As leader of the opposition Sharon contributed to the outbreak of the Al-Aqsa intifada by his provocative visit to Temple Mount on 28 September 2000.  In the general elections held three months later, Sharon won a decisive victory against Ehud Barak by promising peace with security.  In his first year in office, however, Sharon utterly failed to deliver either peace or security.  On the contrary, the year has been marked by complete deadlock on the diplomatic front, by mounting violence and bloodshed, by Palestinian suicide attacks, and by ever more brutal and savage Israeli retaliation.


Despite this grim record, Sharon has been remarkably successful in holding his national unity government together and in retaining the support of the country for this government.  Henry Kissinger once remarked that Israel has no foreign policy, only domestic politics, and the present cabinet is a case in point.  At the moderate end of the spectrum there is Shimon Peres, the architect of Oslo, while at the other end there is the Rasputin-like figure of Avigdor Liberman, the advocate of the mass expulsion of Palestinians from the Land of Israel.  To keep his multi-party coalition together, Sharon has refrained from putting forward any plan for the resolution of the conflict between Israel and the Palestinians.  By insisting on seven full days with no acts of violence as a condition for resuming the negotiations on the final status of the territories, he has ensured that no political dialogue can take place at all.


On the kind of final settlement that he would like to reach with the Palestinians after the guns fall silent, Sharon has remained studiously silent.  He has conceded the need for an independent Palestinian state but he has also expressed great reluctance to yield to the Palestinian Authority more than Gaza and the 42% of the West Bank that it currently controls.  This implies a weak and demilitarized Palestinian state, make up of a series of enclaves, with Israel controlling its borders.  Having rejected Ehud Barak’s offer of statehood over Gaza and 95% of the West Bank, there is not the remotest chance that Yasser Arafat would accept such a plan and Sharon knows this.  His aim, in the short term, is to undermine the Oslo accords, to weaken Yasser Arafat, to delegitimize the Palestinian Authority as an organization sponsoring terrorism, and to tighten Israel’s military grip over the territories.


But where does Sharon want to lead Israel in the longer term?  His record may offer a few clues.  Ever since 1967, he has consistently maintained that there is room for only one Palestinian state to the West of Israel, and he has been an outspoken proponent of the thesis that ‘Jordan is Palestine’.  Whereas the Labour Party was strongly committed to the survival of the monarchy in Amman, Sharon held that the transformation of the Hashemite Kingdom of Jordan into the Republic of Palestine would work to Israel’s advantage: it would reduce international pressure on Israel, encourage Palestinian migration from the West Bank to the East Bank of the river Jordan, and facilitate the absorption of the West Bank into Greater Israel.

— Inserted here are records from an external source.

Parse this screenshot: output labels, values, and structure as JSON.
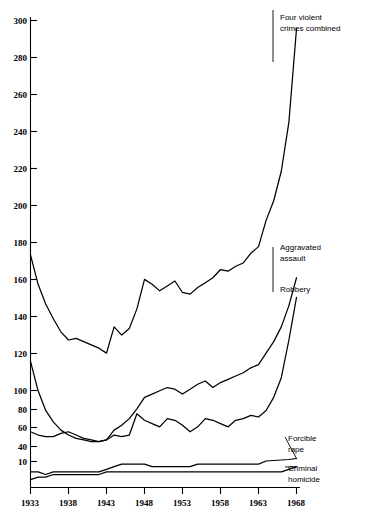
{
  "chart_data": {
    "type": "line",
    "title": "",
    "xlabel": "",
    "ylabel": "",
    "grid": false,
    "legend_position": "right-inline-annotations",
    "x": [
      1933,
      1934,
      1935,
      1936,
      1937,
      1938,
      1939,
      1940,
      1941,
      1942,
      1943,
      1944,
      1945,
      1946,
      1947,
      1948,
      1949,
      1950,
      1951,
      1952,
      1953,
      1954,
      1955,
      1956,
      1957,
      1958,
      1959,
      1960,
      1961,
      1962,
      1963,
      1964,
      1965,
      1966,
      1967,
      1968
    ],
    "xlim": [
      1933,
      1968
    ],
    "xticks": [
      1933,
      1938,
      1943,
      1948,
      1953,
      1958,
      1963,
      1968
    ],
    "xticklabels": [
      "1933",
      "1938",
      "1943",
      "1948",
      "1953",
      "1958",
      "1963",
      "1968"
    ],
    "yticks": [
      10,
      40,
      60,
      80,
      100,
      120,
      140,
      160,
      180,
      200,
      220,
      240,
      260,
      280,
      300
    ],
    "yticklabels": [
      "10",
      "40",
      "60",
      "80",
      "100",
      "120",
      "140",
      "160",
      "180",
      "200",
      "220",
      "240",
      "260",
      "280",
      "300"
    ],
    "y_axis_break": "between 10 and 40",
    "ylim": [
      0,
      300
    ],
    "series": [
      {
        "name": "Four violent crimes combined",
        "label_line1": "Four violent",
        "label_line2": "crimes combined",
        "values": [
          157,
          139,
          127,
          118,
          110,
          105,
          106,
          104,
          102,
          100,
          97,
          113,
          108,
          112,
          124,
          142,
          139,
          135,
          138,
          141,
          134,
          133,
          137,
          140,
          143,
          148,
          147,
          150,
          152,
          158,
          162,
          178,
          190,
          208,
          238,
          295
        ]
      },
      {
        "name": "Aggravated assault",
        "label_line1": "Aggravated",
        "label_line2": "assault",
        "values": [
          92,
          74,
          62,
          55,
          50,
          47,
          45,
          44,
          43,
          43,
          44,
          50,
          53,
          57,
          63,
          70,
          72,
          74,
          76,
          75,
          72,
          75,
          78,
          80,
          76,
          79,
          81,
          83,
          85,
          88,
          90,
          97,
          104,
          113,
          126,
          143
        ]
      },
      {
        "name": "Robbery",
        "label_line1": "Robbery",
        "label_line2": "",
        "values": [
          49,
          47,
          46,
          46,
          48,
          49,
          47,
          45,
          44,
          43,
          44,
          47,
          46,
          47,
          60,
          56,
          54,
          52,
          57,
          56,
          53,
          49,
          52,
          57,
          56,
          54,
          52,
          56,
          57,
          59,
          58,
          62,
          70,
          82,
          105,
          131
        ]
      },
      {
        "name": "Forcible rape",
        "label_line1": "Forcible",
        "label_line2": "rape",
        "values": [
          6,
          6,
          5,
          6,
          6,
          6,
          6,
          6,
          6,
          6,
          7,
          8,
          9,
          9,
          9,
          9,
          8,
          8,
          8,
          8,
          8,
          8,
          9,
          9,
          9,
          9,
          9,
          9,
          9,
          9,
          9,
          11,
          12,
          13,
          14,
          16
        ]
      },
      {
        "name": "Criminal homicide",
        "label_line1": "Criminal",
        "label_line2": "homicide",
        "values": [
          3,
          4,
          4,
          5,
          5,
          5,
          5,
          5,
          5,
          5,
          6,
          6,
          6,
          6,
          6,
          6,
          6,
          6,
          6,
          6,
          6,
          6,
          6,
          6,
          6,
          6,
          6,
          6,
          6,
          6,
          6,
          6,
          6,
          6,
          7,
          8
        ]
      }
    ],
    "annotations": [
      {
        "text": "Four violent crimes combined",
        "series": "Four violent crimes combined"
      },
      {
        "text": "Aggravated assault",
        "series": "Aggravated assault"
      },
      {
        "text": "Robbery",
        "series": "Robbery"
      },
      {
        "text": "Forcible rape",
        "series": "Forcible rape"
      },
      {
        "text": "Criminal homicide",
        "series": "Criminal homicide"
      }
    ],
    "colors": {
      "line": "#000000",
      "background": "#ffffff",
      "axis": "#000000"
    }
  },
  "axis": {
    "y_ticks": [
      {
        "label": "300"
      },
      {
        "label": "280"
      },
      {
        "label": "260"
      },
      {
        "label": "240"
      },
      {
        "label": "220"
      },
      {
        "label": "200"
      },
      {
        "label": "180"
      },
      {
        "label": "160"
      },
      {
        "label": "140"
      },
      {
        "label": "120"
      },
      {
        "label": "100"
      },
      {
        "label": "80"
      },
      {
        "label": "60"
      },
      {
        "label": "40"
      },
      {
        "label": "10"
      }
    ],
    "x_ticks": [
      {
        "label": "1933"
      },
      {
        "label": "1938"
      },
      {
        "label": "1943"
      },
      {
        "label": "1948"
      },
      {
        "label": "1953"
      },
      {
        "label": "1958"
      },
      {
        "label": "1963"
      },
      {
        "label": "1968"
      }
    ]
  },
  "labels": {
    "combined_1": "Four violent",
    "combined_2": "crimes combined",
    "assault_1": "Aggravated",
    "assault_2": "assault",
    "robbery": "Robbery",
    "rape_1": "Forcible",
    "rape_2": "rape",
    "homicide_1": "Criminal",
    "homicide_2": "homicide"
  }
}
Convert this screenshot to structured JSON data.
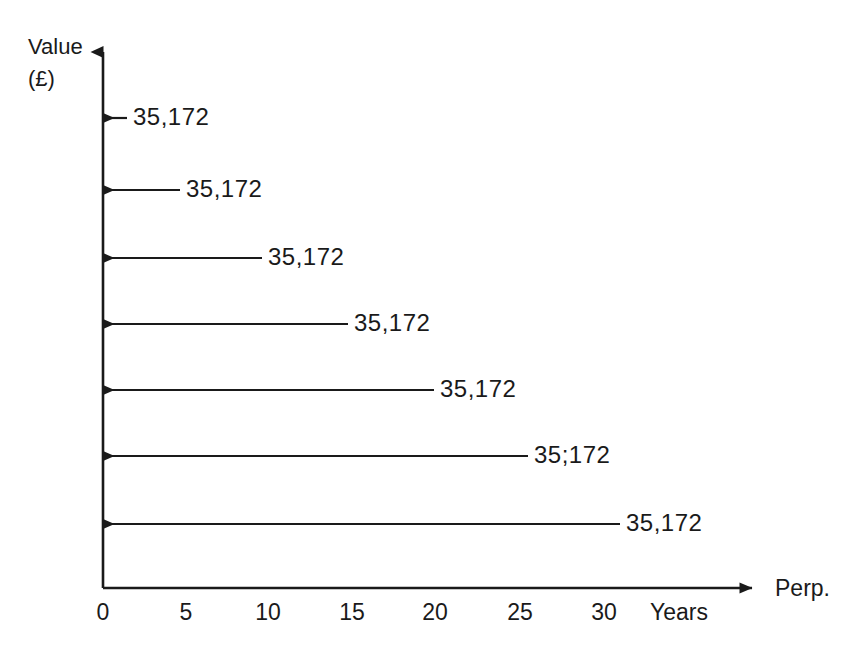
{
  "figure": {
    "background_color": "#ffffff",
    "ink_color": "#1a1a1a"
  },
  "axes": {
    "y_axis_title_line1": "Value",
    "y_axis_title_line2": "(£)",
    "x_axis_unit_label": "Years",
    "x_axis_end_label": "Perp.",
    "origin_label": "0"
  },
  "chart_data": {
    "type": "line",
    "title": "",
    "subtitle": "",
    "xlabel": "Years",
    "ylabel": "Value (£)",
    "xlim": [
      0,
      40
    ],
    "ylim": [
      0,
      8
    ],
    "grid": false,
    "legend_position": "none",
    "x_tick_labels": [
      "0",
      "5",
      "10",
      "15",
      "20",
      "25",
      "30"
    ],
    "x_tick_values": [
      0,
      5,
      10,
      15,
      20,
      25,
      30
    ],
    "x_axis_extra_labels": [
      "Years",
      "Perp."
    ],
    "y_tick_labels": [],
    "annotation_note": "Seven leftward arrows denote equal cash flows of 35,172 discounted back to time 0; axis continues to perpetuity.",
    "series": [
      {
        "name": "Discounted cash flows",
        "marker": "left-arrow",
        "values": [
          35172,
          35172,
          35172,
          35172,
          35172,
          35172,
          35172
        ],
        "value_labels": [
          "35,172",
          "35,172",
          "35,172",
          "35,172",
          "35,172",
          "35;172",
          "35,172"
        ]
      }
    ],
    "arrows": [
      {
        "label": "35,172",
        "row": 1,
        "y": 118,
        "tail_x": 127,
        "head_x": 103,
        "label_x": 133
      },
      {
        "label": "35,172",
        "row": 2,
        "y": 190,
        "tail_x": 180,
        "head_x": 103,
        "label_x": 186
      },
      {
        "label": "35,172",
        "row": 3,
        "y": 258,
        "tail_x": 262,
        "head_x": 103,
        "label_x": 268
      },
      {
        "label": "35,172",
        "row": 4,
        "y": 324,
        "tail_x": 348,
        "head_x": 103,
        "label_x": 354
      },
      {
        "label": "35,172",
        "row": 5,
        "y": 390,
        "tail_x": 434,
        "head_x": 103,
        "label_x": 440
      },
      {
        "label": "35;172",
        "row": 6,
        "y": 456,
        "tail_x": 528,
        "head_x": 103,
        "label_x": 534
      },
      {
        "label": "35,172",
        "row": 7,
        "y": 524,
        "tail_x": 620,
        "head_x": 103,
        "label_x": 626
      }
    ],
    "x_ticks": [
      {
        "label": "0",
        "x": 103
      },
      {
        "label": "5",
        "x": 186
      },
      {
        "label": "10",
        "x": 268
      },
      {
        "label": "15",
        "x": 352
      },
      {
        "label": "20",
        "x": 435
      },
      {
        "label": "25",
        "x": 520
      },
      {
        "label": "30",
        "x": 604
      }
    ]
  }
}
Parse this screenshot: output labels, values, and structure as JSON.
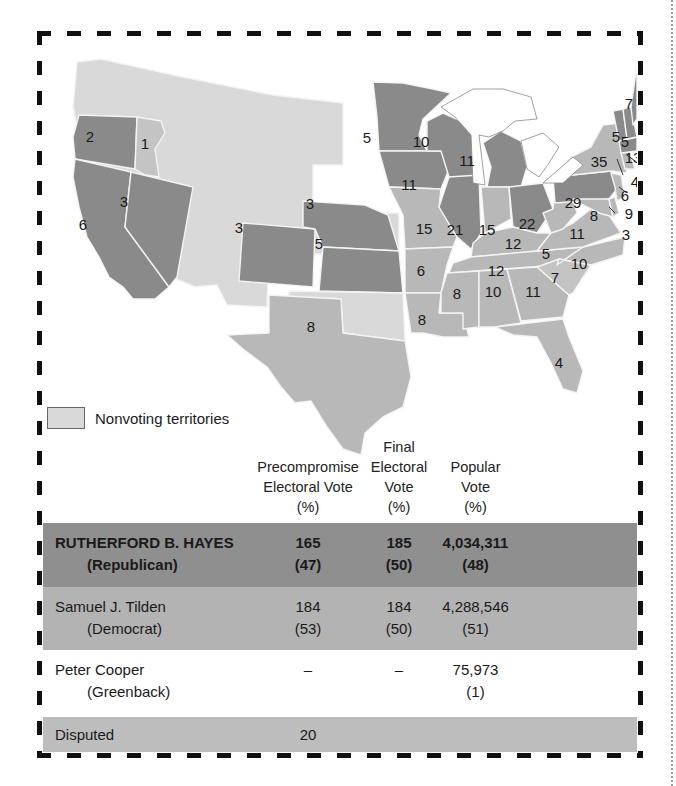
{
  "legend": {
    "label": "Nonvoting territories",
    "swatch_color": "#d9d9d9"
  },
  "colors": {
    "republican_state": "#8a8a8a",
    "democratic_state": "#b8b8b8",
    "nonvoting_territory": "#d9d9d9",
    "hayes_row": "#8f8f8f",
    "tilden_row": "#b3b3b3",
    "disputed_row": "#bdbdbd"
  },
  "map": {
    "states": [
      {
        "name": "OR",
        "votes": "2",
        "party": "rep"
      },
      {
        "name": "CA",
        "votes": "6",
        "party": "rep"
      },
      {
        "name": "NV",
        "votes": "3",
        "party": "rep"
      },
      {
        "name": "ID-east-OR",
        "votes": "1",
        "party": "dem"
      },
      {
        "name": "CO",
        "votes": "3",
        "party": "rep"
      },
      {
        "name": "NE",
        "votes": "3",
        "party": "rep"
      },
      {
        "name": "KS",
        "votes": "5",
        "party": "rep"
      },
      {
        "name": "TX",
        "votes": "8",
        "party": "dem"
      },
      {
        "name": "MN",
        "votes": "5",
        "party": "rep"
      },
      {
        "name": "IA",
        "votes": "11",
        "party": "rep"
      },
      {
        "name": "MO",
        "votes": "15",
        "party": "dem"
      },
      {
        "name": "AR",
        "votes": "6",
        "party": "dem"
      },
      {
        "name": "LA",
        "votes": "8",
        "party": "dem"
      },
      {
        "name": "WI",
        "votes": "10",
        "party": "rep"
      },
      {
        "name": "IL",
        "votes": "21",
        "party": "rep"
      },
      {
        "name": "MI",
        "votes": "11",
        "party": "rep"
      },
      {
        "name": "IN",
        "votes": "15",
        "party": "dem"
      },
      {
        "name": "OH",
        "votes": "22",
        "party": "rep"
      },
      {
        "name": "KY",
        "votes": "12",
        "party": "dem"
      },
      {
        "name": "TN",
        "votes": "12",
        "party": "dem"
      },
      {
        "name": "MS",
        "votes": "8",
        "party": "dem"
      },
      {
        "name": "AL",
        "votes": "10",
        "party": "dem"
      },
      {
        "name": "GA",
        "votes": "11",
        "party": "dem"
      },
      {
        "name": "FL",
        "votes": "4",
        "party": "dem"
      },
      {
        "name": "SC",
        "votes": "7",
        "party": "dem"
      },
      {
        "name": "NC",
        "votes": "10",
        "party": "dem"
      },
      {
        "name": "VA",
        "votes": "11",
        "party": "dem"
      },
      {
        "name": "WV",
        "votes": "5",
        "party": "dem"
      },
      {
        "name": "PA",
        "votes": "29",
        "party": "rep"
      },
      {
        "name": "MD",
        "votes": "8",
        "party": "dem"
      },
      {
        "name": "DE",
        "votes": "3",
        "party": "dem"
      },
      {
        "name": "NJ",
        "votes": "9",
        "party": "dem"
      },
      {
        "name": "NY",
        "votes": "35",
        "party": "dem"
      },
      {
        "name": "CT",
        "votes": "6",
        "party": "dem"
      },
      {
        "name": "RI",
        "votes": "4",
        "party": "rep"
      },
      {
        "name": "MA",
        "votes": "13",
        "party": "rep"
      },
      {
        "name": "VT",
        "votes": "5",
        "party": "rep"
      },
      {
        "name": "NH",
        "votes": "5",
        "party": "rep"
      },
      {
        "name": "ME",
        "votes": "7",
        "party": "rep"
      }
    ]
  },
  "table": {
    "headers": {
      "precompromise": [
        "Precompromise",
        "Electoral Vote",
        "(%)"
      ],
      "final": [
        "Final",
        "Electoral",
        "Vote",
        "(%)"
      ],
      "popular": [
        "Popular",
        "Vote",
        "(%)"
      ]
    },
    "rows": [
      {
        "name": "RUTHERFORD B. HAYES",
        "party": "(Republican)",
        "pre_votes": "165",
        "pre_pct": "(47)",
        "final_votes": "185",
        "final_pct": "(50)",
        "popular": "4,034,311",
        "popular_pct": "(48)"
      },
      {
        "name": "Samuel J. Tilden",
        "party": "(Democrat)",
        "pre_votes": "184",
        "pre_pct": "(53)",
        "final_votes": "184",
        "final_pct": "(50)",
        "popular": "4,288,546",
        "popular_pct": "(51)"
      },
      {
        "name": "Peter Cooper",
        "party": "(Greenback)",
        "pre_votes": "–",
        "pre_pct": "",
        "final_votes": "–",
        "final_pct": "",
        "popular": "75,973",
        "popular_pct": "(1)"
      },
      {
        "name": "Disputed",
        "party": "",
        "pre_votes": "20",
        "pre_pct": "",
        "final_votes": "",
        "final_pct": "",
        "popular": "",
        "popular_pct": ""
      }
    ]
  }
}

In fairness to Sharon it has to be said that since coming to power he has behaved in a more cautious and pragmatic manner than in the past.  The fierce hawk and the aggressive expansionist has reinvented himself as a kindly grandfather and as a man of peace.  But the dangerous notions with which Sharon was associated for decades could come to the fore again if the situation continues to deteriorate.  Moreover, in the absence of a meaningful peace process the military conflict between Israel and the Palestinians is likely to escalate with all the attendant dangers of a regional war involving Syria, Jordan, and Iraq.  And in the context of a regional war, the temptation to solve the Palestinian problem at Jordan’s expense may prove too strong to resist.  To keep this danger at bay, the full weight of the international community, with the United States and European Union in the lead, should be brought to bear to persuade Ariel Sharon to stop shooting and start talking.